One Heck Of A Ride

98 Zambia’s Big Cats Cruiser, we returned to the skinning shed where some of the choicest cuts were saved for the camp’s meals. When my two-week cat safari ended on 1 September, I returned to Lusaka and hooked up with Mogambo Safaris’ professional hunters Grant Cummings and Jamie Wilson and drove three hours over the pot-holed “highway” to the Kafue Flats to hunt the unique splay-hoofed, long- horned antelopes that have made this small corner of the world famous among the world’s hunters. The Kafue lechwe subspecies is found nowhere else on this planet, and is Africa’s largest lechwe with the longest horns and the most accessible.
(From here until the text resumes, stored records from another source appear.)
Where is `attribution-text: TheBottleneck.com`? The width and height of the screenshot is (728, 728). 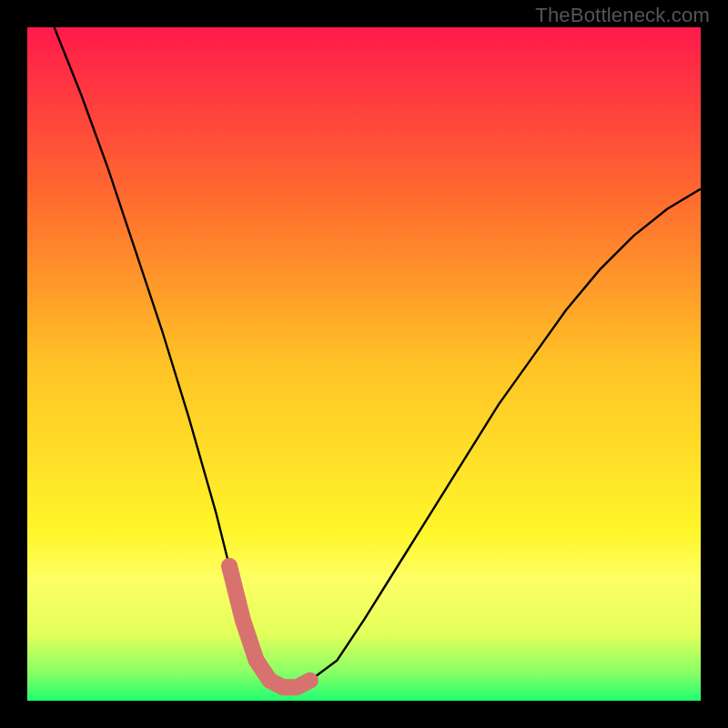
attribution-text: TheBottleneck.com is located at coordinates (622, 15).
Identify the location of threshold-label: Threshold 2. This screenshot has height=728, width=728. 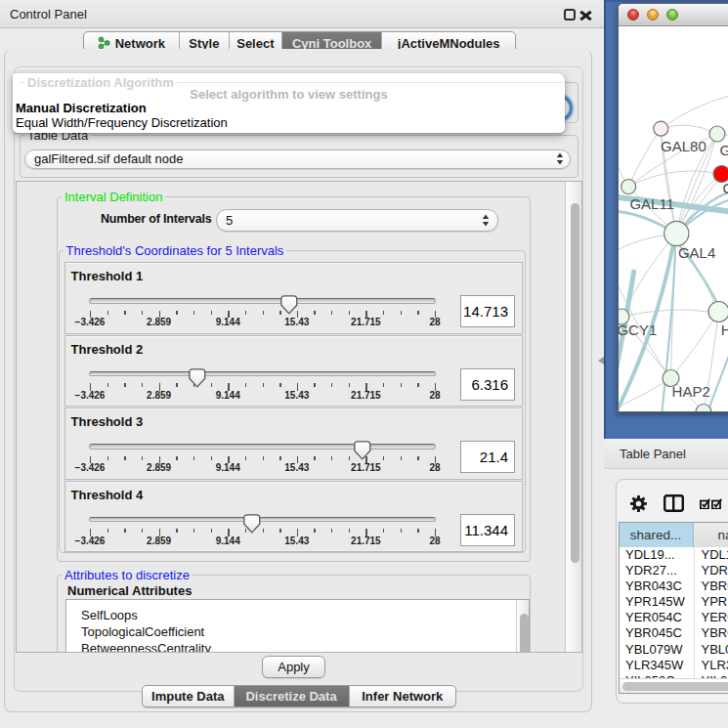
(107, 350).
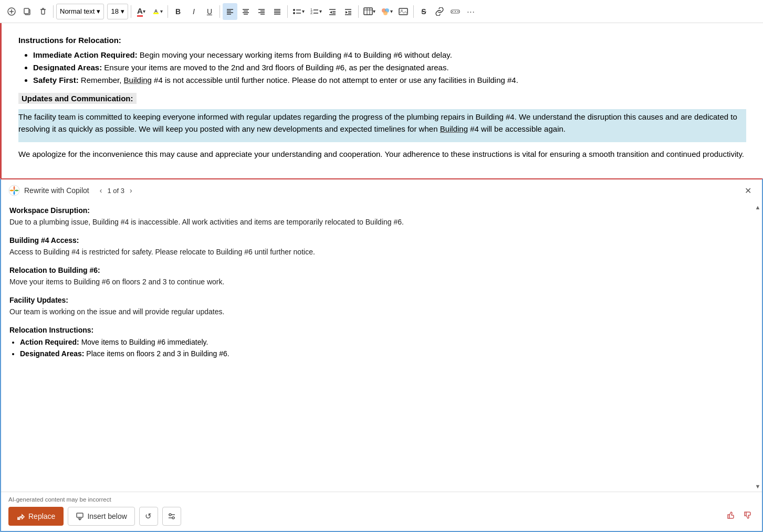  Describe the element at coordinates (748, 191) in the screenshot. I see `copilot-close-button: ✕` at that location.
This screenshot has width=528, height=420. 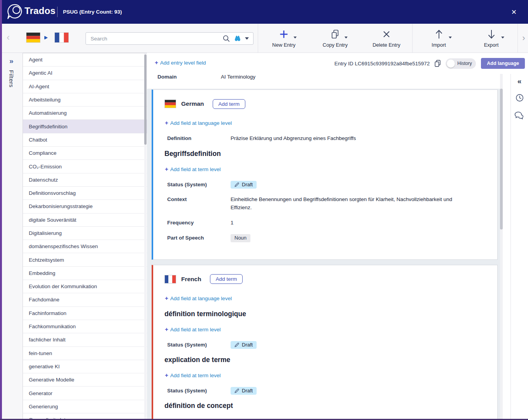 What do you see at coordinates (382, 64) in the screenshot?
I see `entry-id: Entry ID LC6915c9399192a84fbe515972` at bounding box center [382, 64].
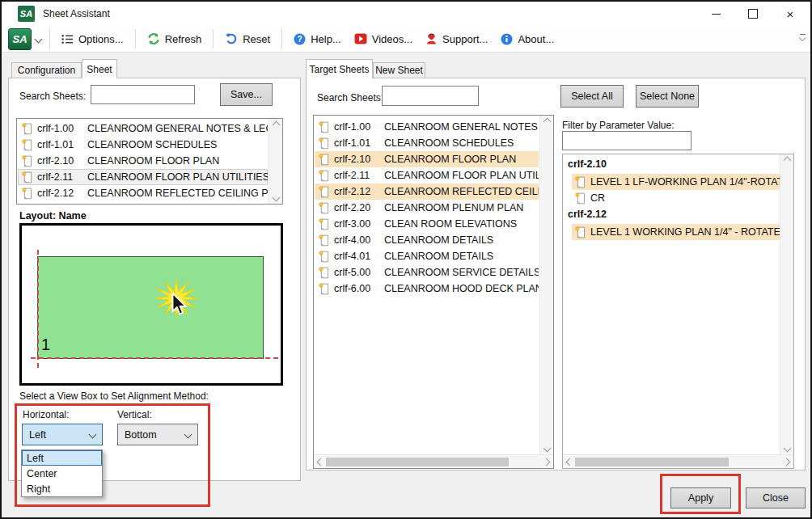 This screenshot has height=519, width=812. Describe the element at coordinates (678, 461) in the screenshot. I see `tree-horizontal-scrollbar` at that location.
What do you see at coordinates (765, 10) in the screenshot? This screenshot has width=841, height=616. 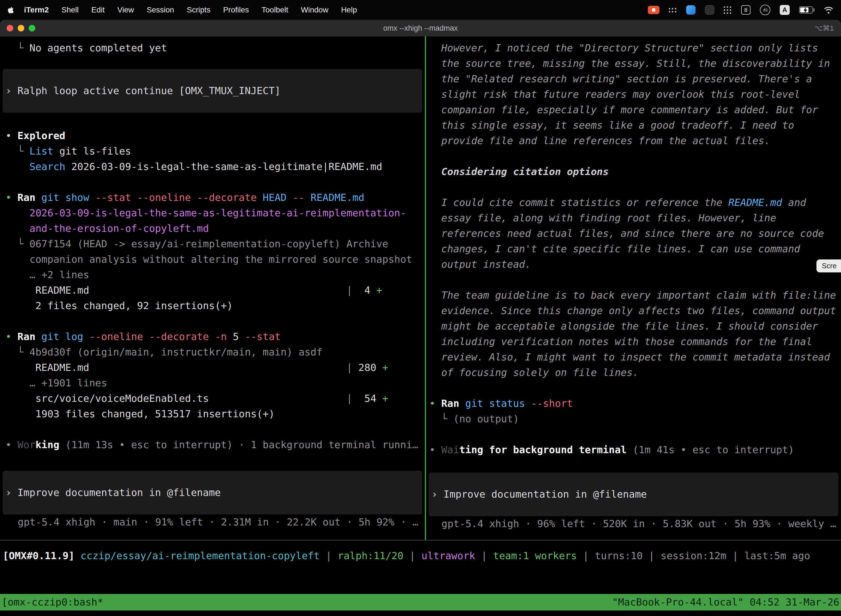 I see `battery-percent-icon: .61` at bounding box center [765, 10].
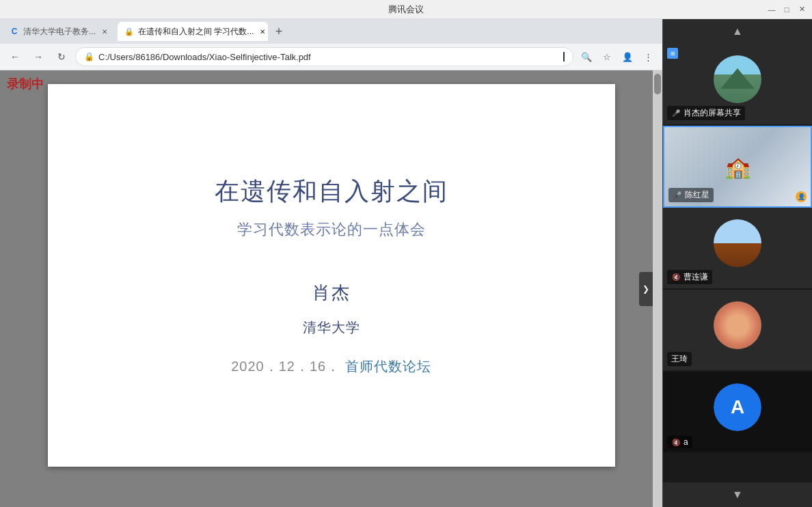  I want to click on panel-collapse-button: ❯, so click(646, 289).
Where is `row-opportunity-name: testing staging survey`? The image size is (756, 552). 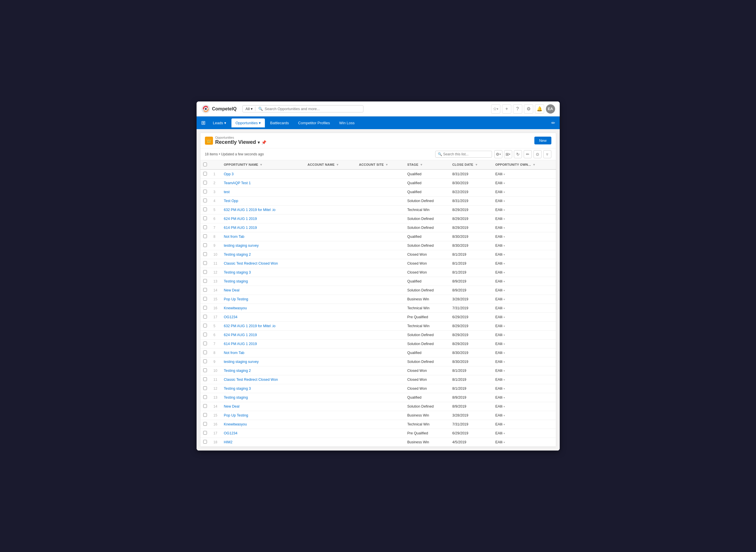 row-opportunity-name: testing staging survey is located at coordinates (263, 246).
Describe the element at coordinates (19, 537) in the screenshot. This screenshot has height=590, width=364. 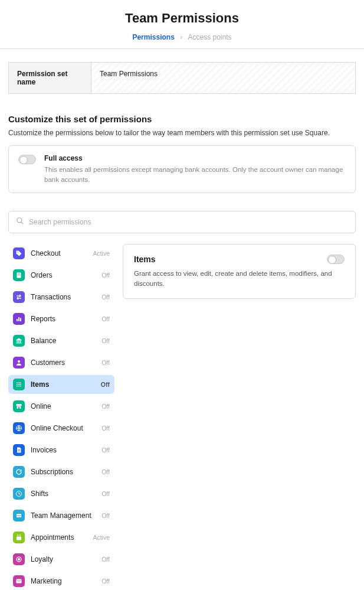
I see `calendar-icon` at that location.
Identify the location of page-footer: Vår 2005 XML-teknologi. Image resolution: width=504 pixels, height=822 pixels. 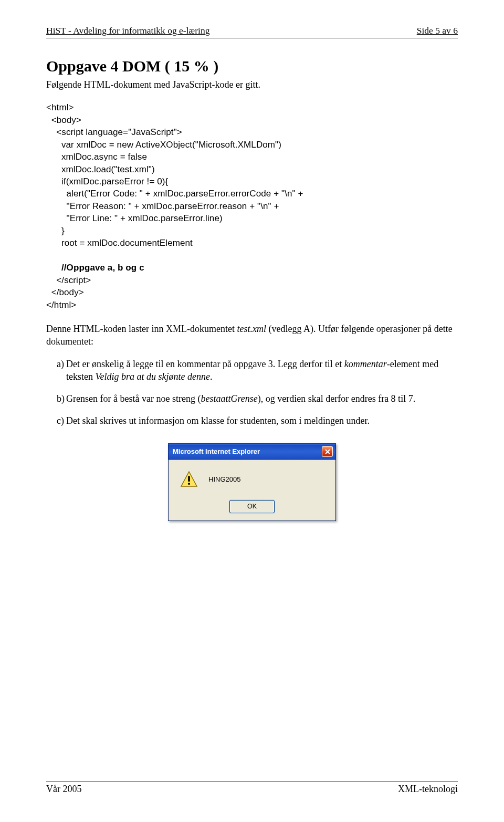
(252, 788).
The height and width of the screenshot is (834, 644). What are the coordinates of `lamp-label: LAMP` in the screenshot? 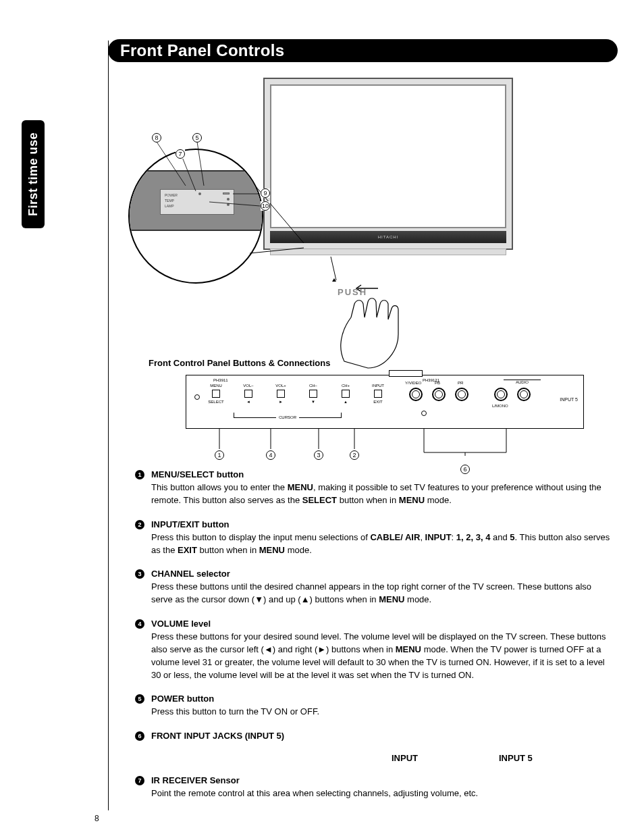 It's located at (169, 206).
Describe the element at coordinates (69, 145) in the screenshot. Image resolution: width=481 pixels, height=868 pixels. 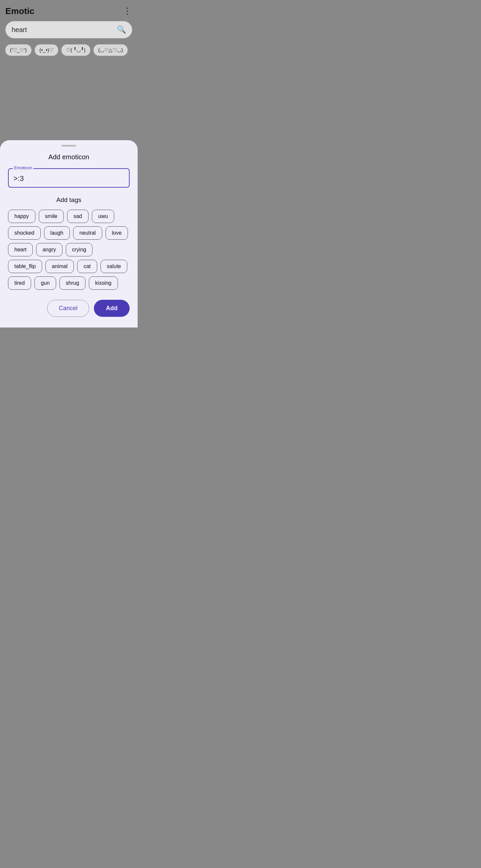
I see `sheet-handle-wrap` at that location.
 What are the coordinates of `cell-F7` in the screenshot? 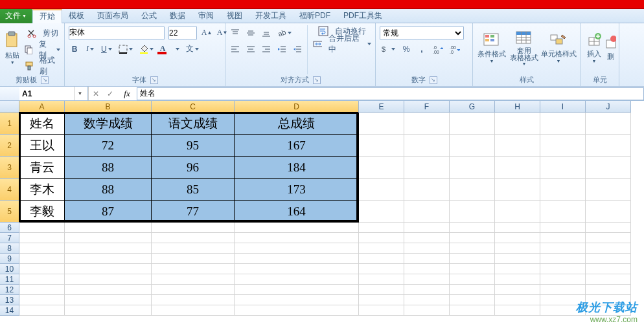 It's located at (427, 238).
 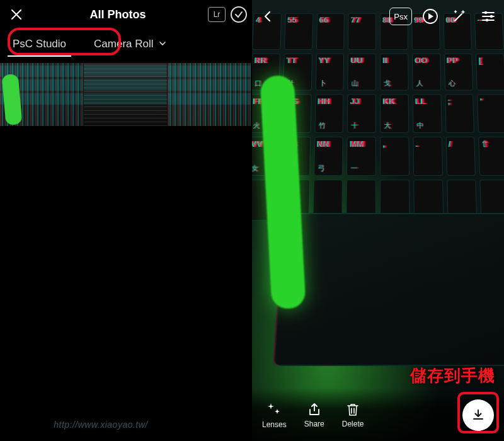 I want to click on trash-icon, so click(x=353, y=410).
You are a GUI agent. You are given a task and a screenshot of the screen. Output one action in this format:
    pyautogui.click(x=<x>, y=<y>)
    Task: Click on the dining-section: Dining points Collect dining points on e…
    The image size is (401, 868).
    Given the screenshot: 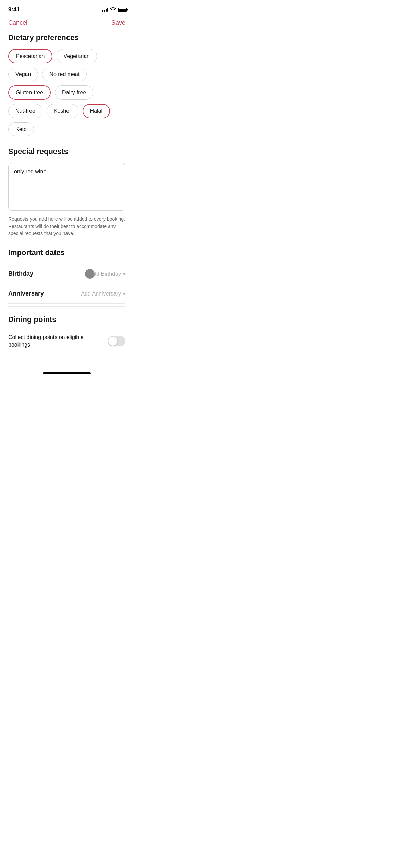 What is the action you would take?
    pyautogui.click(x=67, y=333)
    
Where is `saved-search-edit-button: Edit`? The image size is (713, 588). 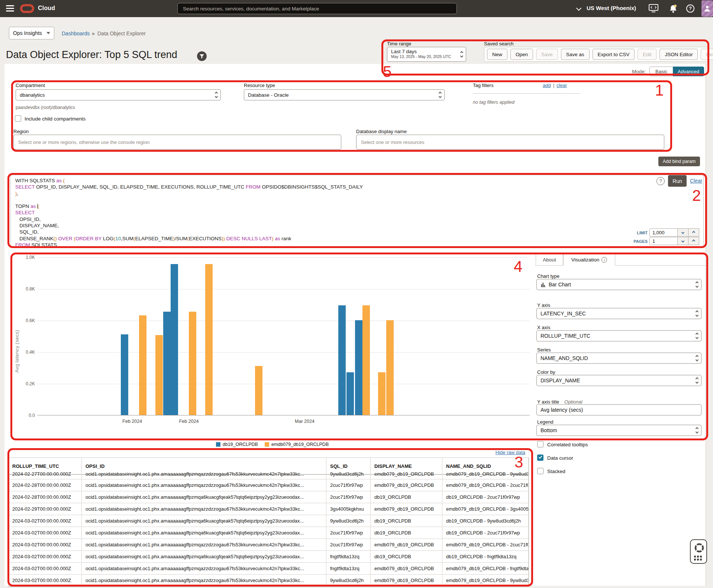 saved-search-edit-button: Edit is located at coordinates (647, 54).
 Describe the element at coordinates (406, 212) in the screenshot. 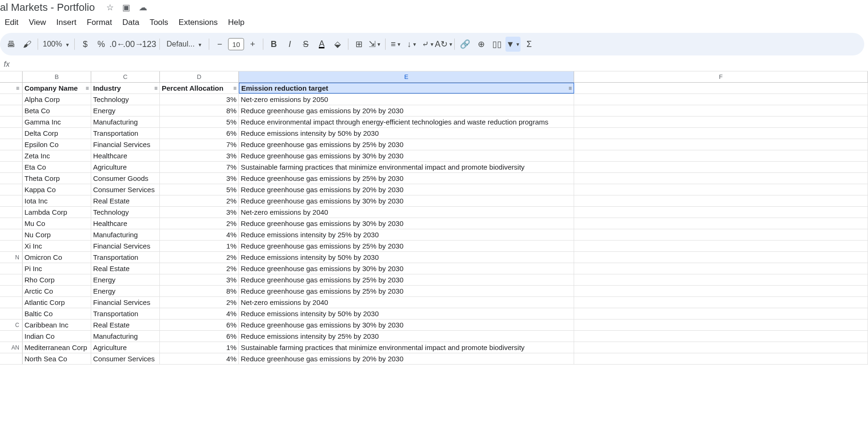

I see `cell: Net-zero emissions by 2040` at that location.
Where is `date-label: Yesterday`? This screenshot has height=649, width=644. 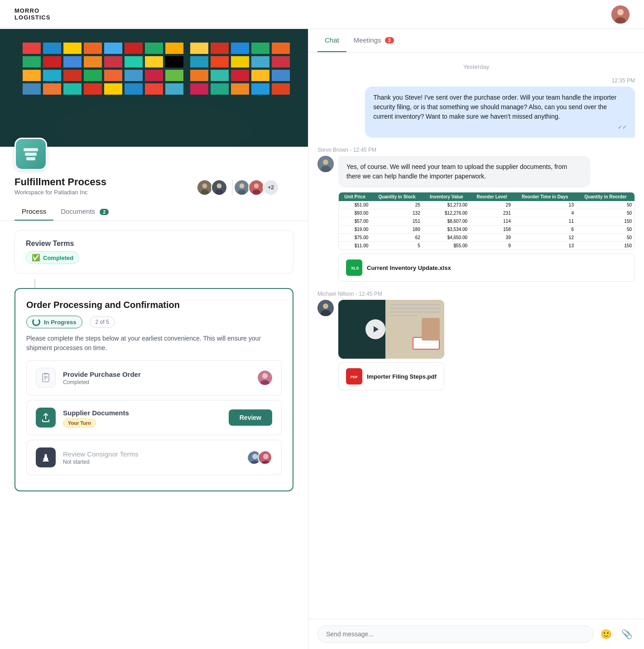 date-label: Yesterday is located at coordinates (476, 67).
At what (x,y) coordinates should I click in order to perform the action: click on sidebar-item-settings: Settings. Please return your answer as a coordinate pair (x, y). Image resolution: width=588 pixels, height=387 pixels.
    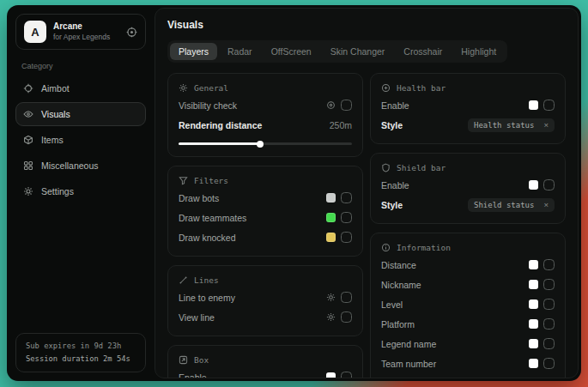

There are so many Kafue lechwe that they would be ridiculously easy to hunt if they were found in typical African bush, but there is virtually no cover on the 2,500-square-mile floodplains they call home, and long shots and much wading make it more difficult than it would seem. There are an estimated 65,000 of them, and herds containing more than a thousand individuals have been recorded during their breeding season. There are so many, in fact, that it is hard to determine which male to shoot because even an average-size Kafue lechwe has spectacularly long horns. Thanks to my guides’ experience with judging these animals, though, both of the rams I shot were SCI Gold Medal trophies. I also shot an oribi, one of central Africa’s The world’s entire population of 65,000 Kafue lechwe is found only on the 25,000-square-mile Kafue Flats floodplain smaller antelopes with straight horns before we left the Kafue Flats. Those two lechwe and the oribi were only the frosting on that safari. Professional hunter Darryl Higgins, head tracker Phineas Shumba and his assistants Benton and Benson, camp manager Simon, and the safari company’s entire staff made its bush camp and my hunt a five-star experience.